TEST: Veterans honored, monument erected in Sebastian Ceremony

SEBASTIAN — The sun shone brightly and hot on Riverview Park during a solemn and heartfelt Memorial Day ceremony in honor of service men and women who have dedicated and in some cases, lost their lives, protecting and preserving the United States.

The day’s events also marked the unveiling of the new monument recognizing those who fought in the recent wars in Afghanistan, Iraq, and the Global War on Terror.

Frank Cutrone, board member of the Veterans Advisory Council and Gulf War Veteran, presented the monument, and said, “It feels overdue to us.”

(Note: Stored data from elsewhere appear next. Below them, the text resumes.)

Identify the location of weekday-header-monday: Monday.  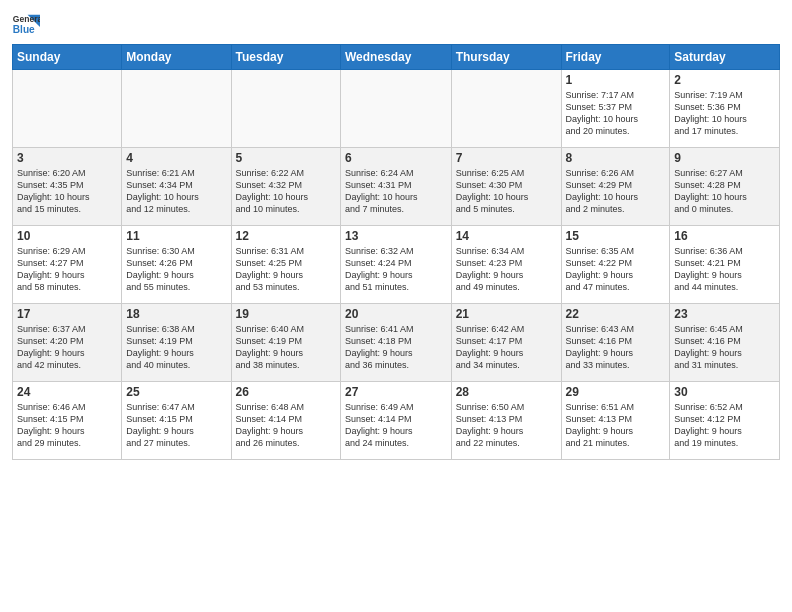
(176, 58).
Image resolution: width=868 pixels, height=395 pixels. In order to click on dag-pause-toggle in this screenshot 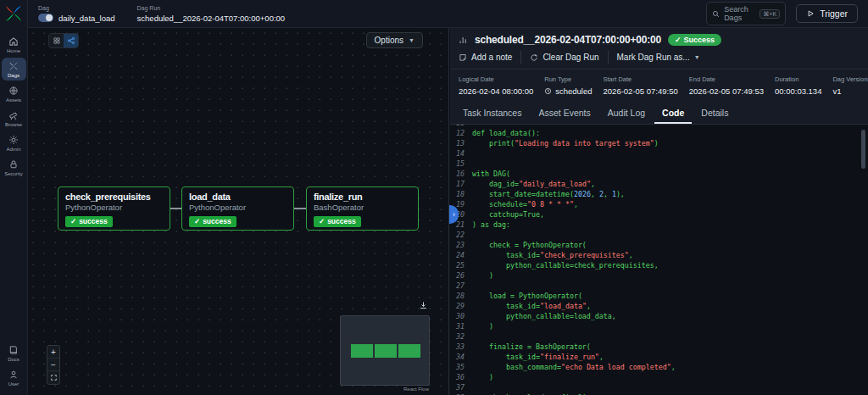, I will do `click(46, 18)`.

After more than 12 years since the Sept. 11, 2001, terrorist attacks that first gave cause for troops to be deployed, a monument to commemorate those who have valiantly fought in the wars since, now stands among the rest of the veterans monuments in Memorial Park in Sebastian.

Cutrone thanked the City of Sebastian and all who supported his efforts to erect the monument. He then individually recognized attending veterans and active duty service men and women who have served in the wars the monument stands to recognize.

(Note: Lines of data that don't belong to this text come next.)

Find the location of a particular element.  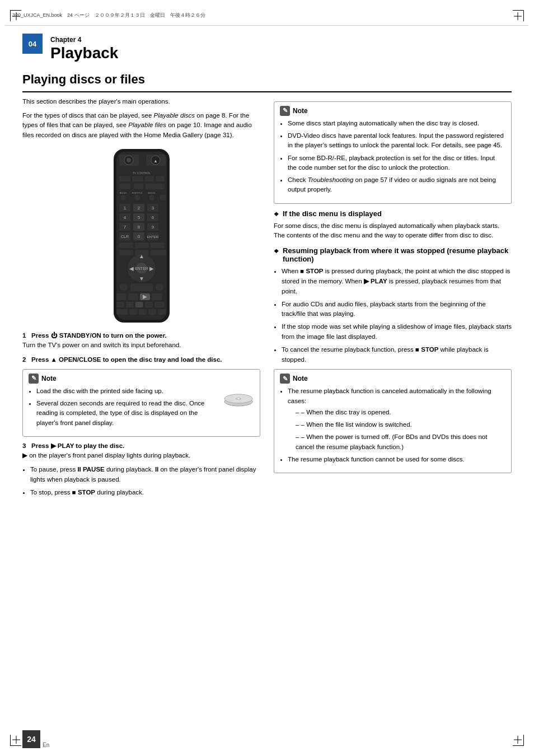

step-3: 3 Press ▶ PLAY to play the disc. ▶ on th… is located at coordinates (141, 451).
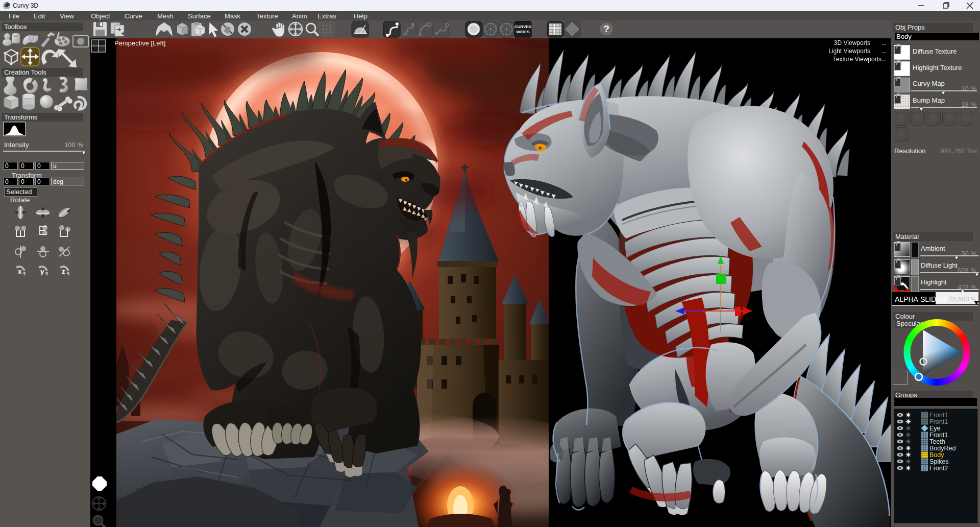  Describe the element at coordinates (20, 272) in the screenshot. I see `svg-text: x` at that location.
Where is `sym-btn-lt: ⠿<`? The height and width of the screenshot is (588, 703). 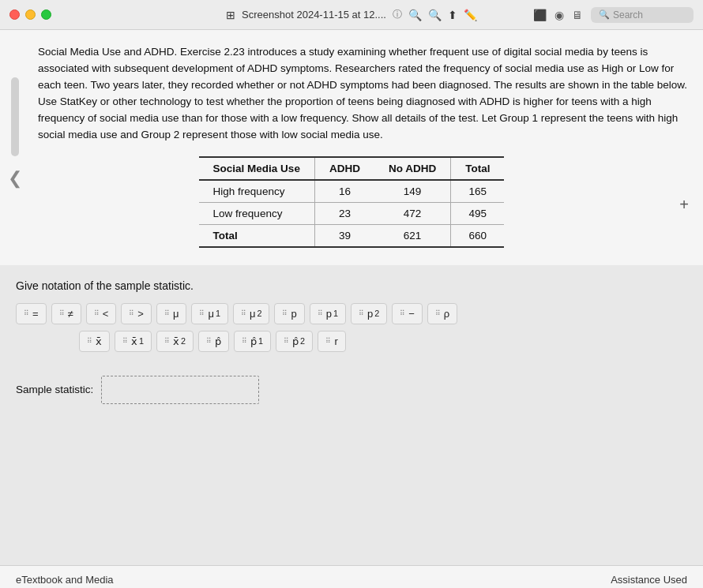 sym-btn-lt: ⠿< is located at coordinates (101, 314).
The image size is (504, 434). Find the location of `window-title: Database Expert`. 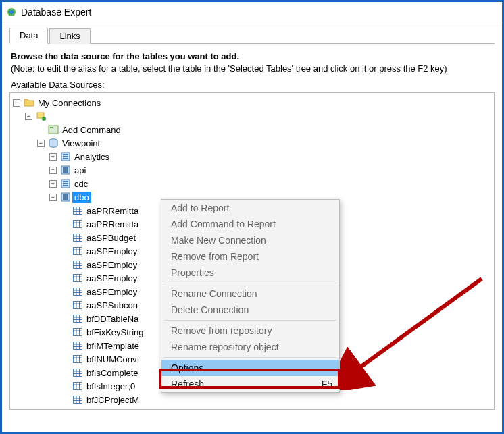

window-title: Database Expert is located at coordinates (56, 12).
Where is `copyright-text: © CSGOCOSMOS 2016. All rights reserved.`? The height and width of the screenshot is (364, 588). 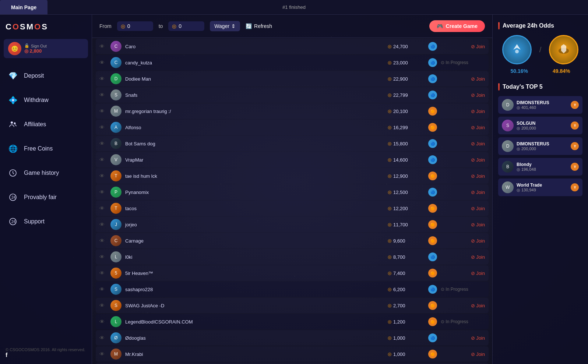
copyright-text: © CSGOCOSMOS 2016. All rights reserved. is located at coordinates (46, 350).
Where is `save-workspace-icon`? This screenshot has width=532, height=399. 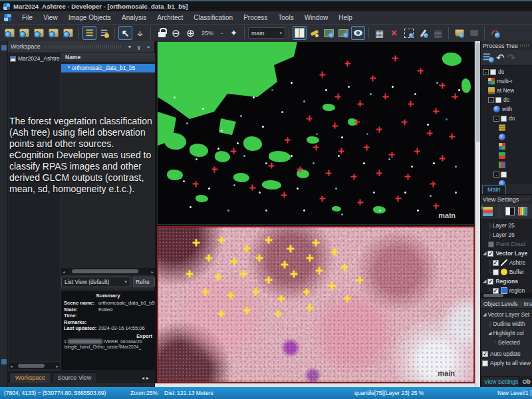
save-workspace-icon is located at coordinates (24, 33).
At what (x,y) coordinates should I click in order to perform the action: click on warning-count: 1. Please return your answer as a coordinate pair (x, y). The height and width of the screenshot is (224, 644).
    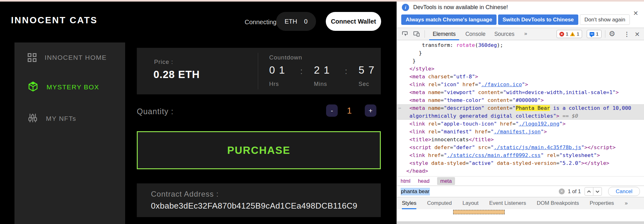
    Looking at the image, I should click on (578, 34).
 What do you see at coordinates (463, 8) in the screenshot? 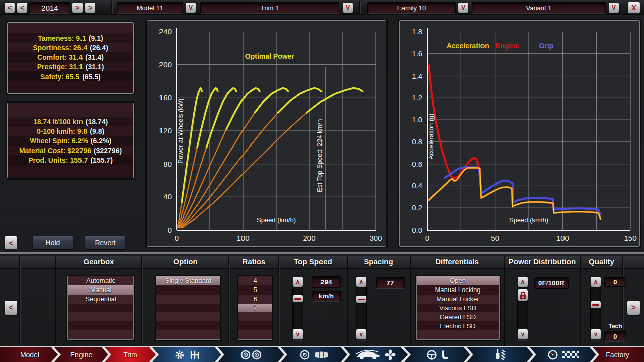
I see `chevron-down-icon: V` at bounding box center [463, 8].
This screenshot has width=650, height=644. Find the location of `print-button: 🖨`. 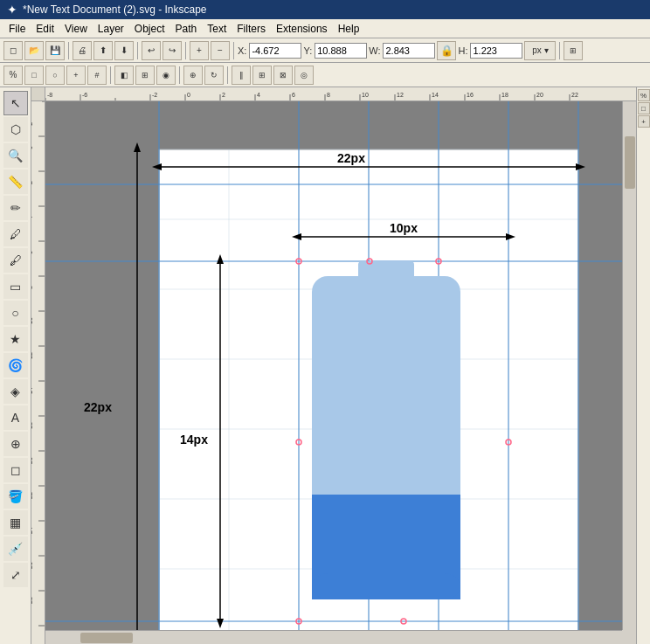

print-button: 🖨 is located at coordinates (82, 51).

“This city does everything and anything they can do in support of the veteran’s community,” Cutrone said. The City proved Cutrone’s point by pulling out all the stops for Monday’s ceremony.

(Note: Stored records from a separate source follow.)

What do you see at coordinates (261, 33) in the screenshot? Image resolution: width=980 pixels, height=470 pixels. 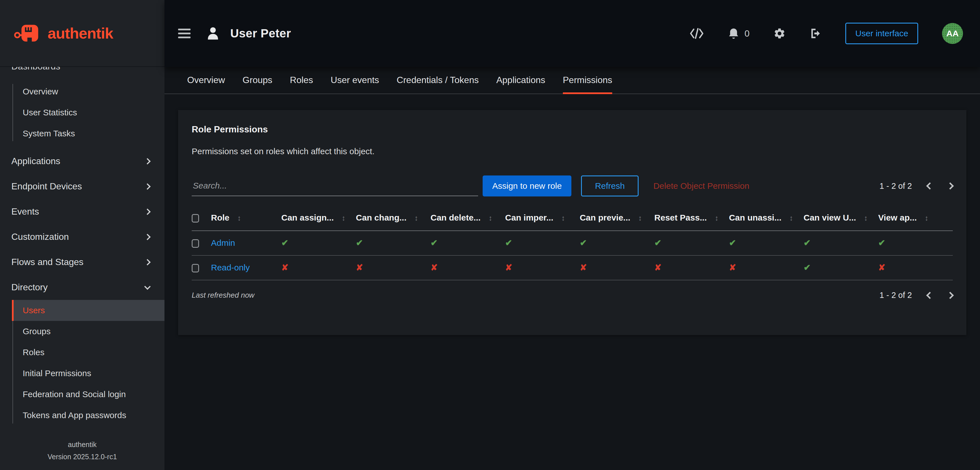 I see `page-title: User Peter` at bounding box center [261, 33].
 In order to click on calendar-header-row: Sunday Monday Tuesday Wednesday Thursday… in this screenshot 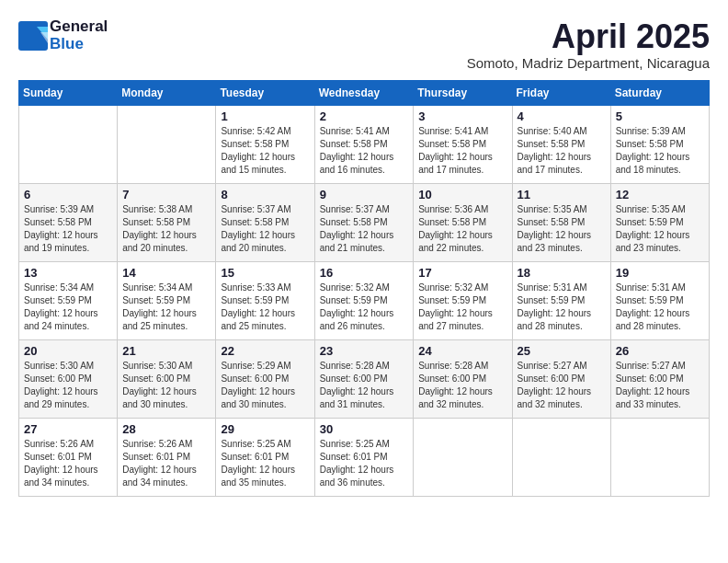, I will do `click(364, 92)`.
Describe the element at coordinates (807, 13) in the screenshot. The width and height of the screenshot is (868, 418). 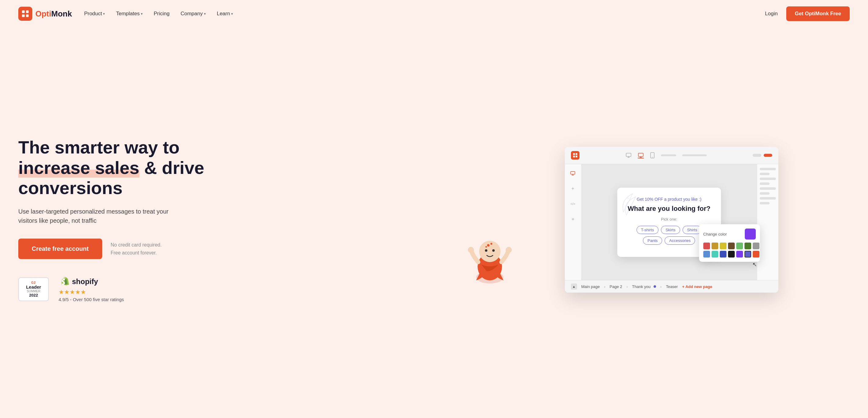
I see `nav-right: Login Get OptiMonk Free` at that location.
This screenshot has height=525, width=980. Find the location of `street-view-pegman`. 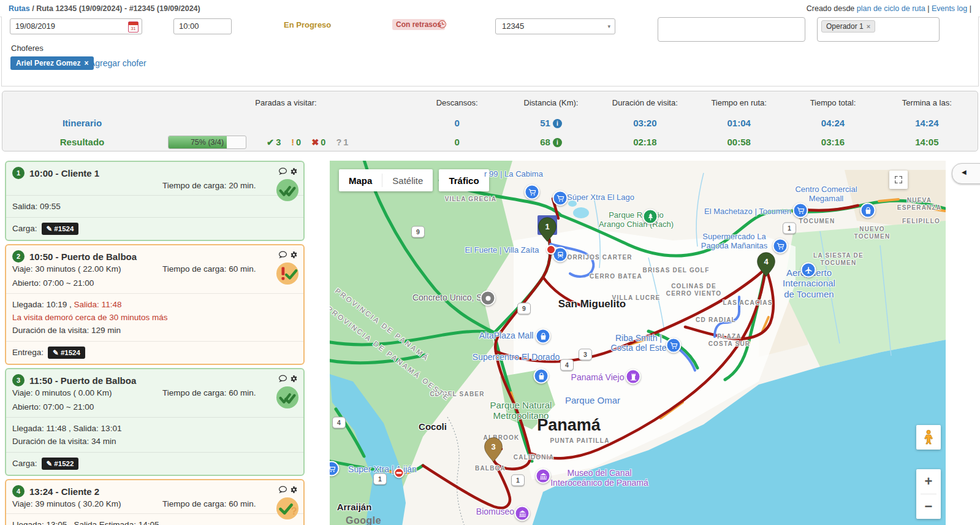

street-view-pegman is located at coordinates (929, 437).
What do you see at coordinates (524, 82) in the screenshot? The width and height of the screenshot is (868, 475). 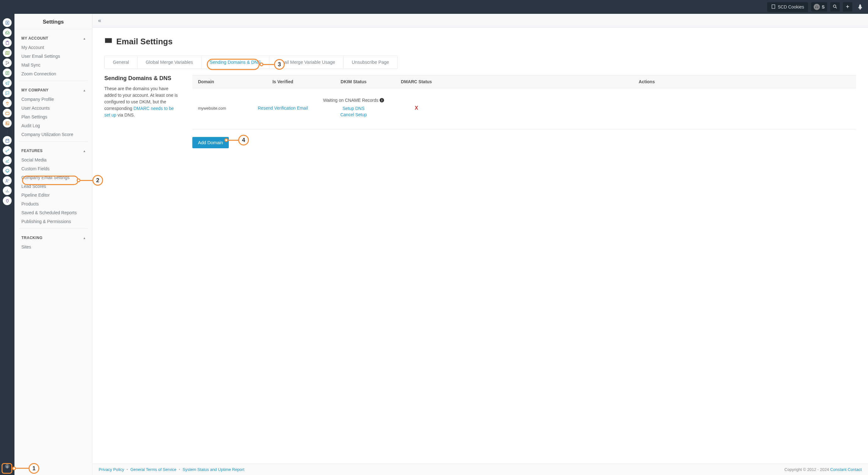 I see `domain-table-header: Domain Is Verified DKIM Status DMARC Sta…` at bounding box center [524, 82].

Flowers were in full bloom, miniature American Flags waved throughout the park, colorful wreaths were placed in honor of veterans, and most of the crowd was decked out in red, white, and blue.

“The message of today is ‘Spring,’” said Joe Crankshaw, the ceremony’s keynote speaker. He continued, “Why in the middle of this lovely time of flowers and birds and love, are we talking about death?”

Crankshaw, an Army veteran who served in the Korean War, and a career journalist, gave a brief history of Memorial Day to one of the largest crowds ever to grace the lawn of Riverview Park.

He spoke of the women who took to the battlefields during and after the Civil War to care for the wounded, and honor and bury the dead. No matter which side the soldiers fought for, the women decorated graves with spring flowers, recognizing the ultimate debt paid.

The women he said, honored the fallen soldiers in recognition that that they “mattered to someone, and therefore [the soldiers] mattered to them.”

As the unofficial “Decoration Day,” morphed into the annual holiday known today as “Memorial Day,” the purpose remained the same.

“This day began the healing of our country,” Crankshaw said. But, he added, as long as there are wars to be fought, healing is never complete. He charged the crowd to do more than just remember and recognize veterans and service men and women one day a year, but to honor them for their sacrifice unceasingly, and to help protect on the home front, the country for which they fought.

“We owe it to those men and women who gave their lives, something more,” Crankshaw said. He left the crowd with a final calling, to “recognize all service men and women as children of God, and to preserve that which the fell for.”